September 3rd, 2019
What’s in your share?
Fennel
Head Letttuce
Green Beans
Turkish Parsley
Italian and Japanese Eggplant
Italian Sweet Peppers
Cherries tomatoes or Slicing tomatoes
Storage Onions
This Labor Day, we remember and are grateful for the ongoing struggles of working class people - here and around the world - who brave great personal sacrifices for collectively shared goods. Below, we share a potentially norm-bending query by Wendell Berry on the necessity of labor with - of course - a particular attention to the labor of farmers and other rural folk .

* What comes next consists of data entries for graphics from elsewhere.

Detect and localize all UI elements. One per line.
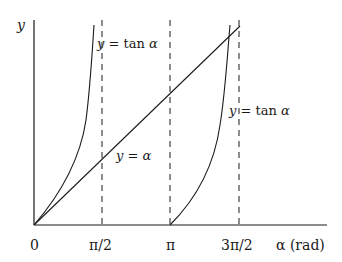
y-axis-label: y: [16, 17, 26, 33]
tick-label-3pi-over-2: 3π/2: [221, 237, 253, 253]
label-line: y = α: [115, 148, 152, 163]
tick-label-pi: π: [166, 237, 175, 253]
label-tan-right: y = tan α: [228, 103, 290, 118]
x-axis-label: α (rad): [276, 237, 325, 253]
label-tan-left: y = tan α: [96, 36, 158, 51]
tan-alpha-diagram: y y = tan α y = α y = tan α 0 π/2 π 3π/2…: [0, 0, 342, 262]
curve-tan-left: [34, 25, 94, 225]
curve-tan-right: [170, 25, 230, 225]
line-y-equals-alpha: [34, 26, 240, 225]
tick-label-0: 0: [30, 237, 39, 253]
tick-label-pi-over-2: π/2: [89, 237, 112, 253]
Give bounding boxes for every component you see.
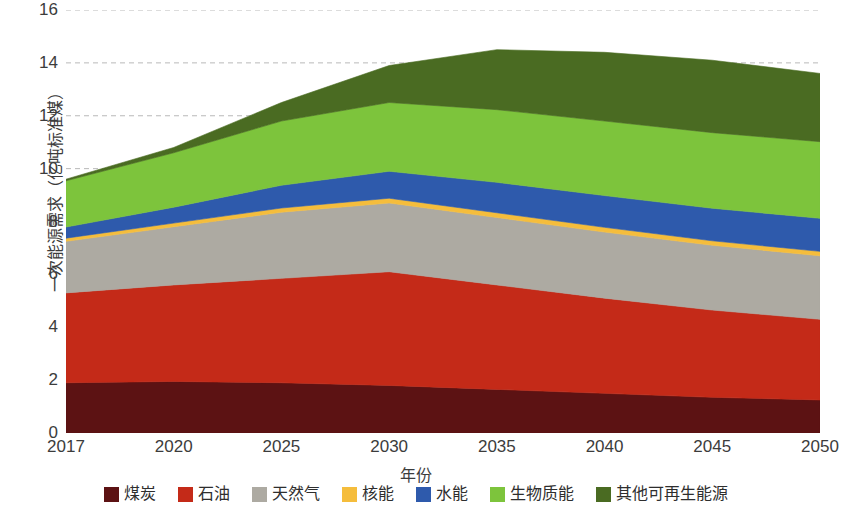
legend-swatch-icon bbox=[252, 487, 267, 502]
y-tick-label: 16 bbox=[18, 1, 58, 18]
plot-area bbox=[66, 10, 820, 433]
y-axis-tick-labels: 0246810121416 bbox=[0, 0, 58, 443]
legend-label: 生物质能 bbox=[510, 486, 574, 502]
x-axis-title: 年份 bbox=[0, 462, 832, 486]
y-tick-label: 8 bbox=[18, 213, 58, 230]
x-tick-label: 2025 bbox=[246, 438, 316, 455]
legend-label: 核能 bbox=[362, 486, 394, 502]
legend-label: 煤炭 bbox=[124, 486, 156, 502]
x-tick-label: 2045 bbox=[677, 438, 747, 455]
legend-swatch-icon bbox=[342, 487, 357, 502]
legend-item[interactable]: 其他可再生能源 bbox=[596, 486, 728, 502]
y-tick-label: 2 bbox=[18, 371, 58, 388]
x-tick-label: 2050 bbox=[785, 438, 843, 455]
y-tick-label: 14 bbox=[18, 54, 58, 71]
legend-swatch-icon bbox=[178, 487, 193, 502]
x-tick-label: 2030 bbox=[354, 438, 424, 455]
legend: 煤炭石油天然气核能水能生物质能其他可再生能源 bbox=[0, 486, 832, 502]
plot-svg bbox=[66, 10, 820, 433]
legend-label: 水能 bbox=[436, 486, 468, 502]
x-tick-label: 2020 bbox=[139, 438, 209, 455]
x-tick-label: 2017 bbox=[31, 438, 101, 455]
legend-item[interactable]: 煤炭 bbox=[104, 486, 156, 502]
legend-label: 石油 bbox=[198, 486, 230, 502]
legend-item[interactable]: 石油 bbox=[178, 486, 230, 502]
legend-swatch-icon bbox=[490, 487, 505, 502]
y-tick-label: 12 bbox=[18, 107, 58, 124]
legend-label: 天然气 bbox=[272, 486, 320, 502]
legend-item[interactable]: 生物质能 bbox=[490, 486, 574, 502]
legend-swatch-icon bbox=[104, 487, 119, 502]
y-tick-label: 10 bbox=[18, 160, 58, 177]
legend-label: 其他可再生能源 bbox=[616, 486, 728, 502]
legend-item[interactable]: 核能 bbox=[342, 486, 394, 502]
y-tick-label: 4 bbox=[18, 318, 58, 335]
legend-item[interactable]: 水能 bbox=[416, 486, 468, 502]
legend-swatch-icon bbox=[596, 487, 611, 502]
x-axis-tick-labels: 20172020202520302035204020452050 bbox=[66, 438, 820, 464]
y-tick-label: 6 bbox=[18, 265, 58, 282]
x-tick-label: 2035 bbox=[462, 438, 532, 455]
legend-swatch-icon bbox=[416, 487, 431, 502]
x-tick-label: 2040 bbox=[570, 438, 640, 455]
legend-item[interactable]: 天然气 bbox=[252, 486, 320, 502]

From: “What Are People For?” By: Wendell Berry
“The great question that hovers over this issue, one that we have dealt with mainly by indifference, is the question of what people are for. Is their greatest dignity in the unemployment? Is the obsolescence of human beings now our social goal? One would conclude so from our attitude toward work, especially the manual work necessary to the long-term preservation of the land, and from our rush toward mechanization, automation, and computerization. In a country that puts an absolute premium on labor-saving measure, short workdays, and retirement, why should there by any surprise at permanence of unemployment and welfare dependency? Those are only different names for our national ambitions.
In the country, meanwhile, there is work to by done. This is the inescapably necessary work of restoring and caring for our farms, forests, and rural towns and communities— work that we have not been able to pay people to do for forty years and that, few people any longer know how to do it.”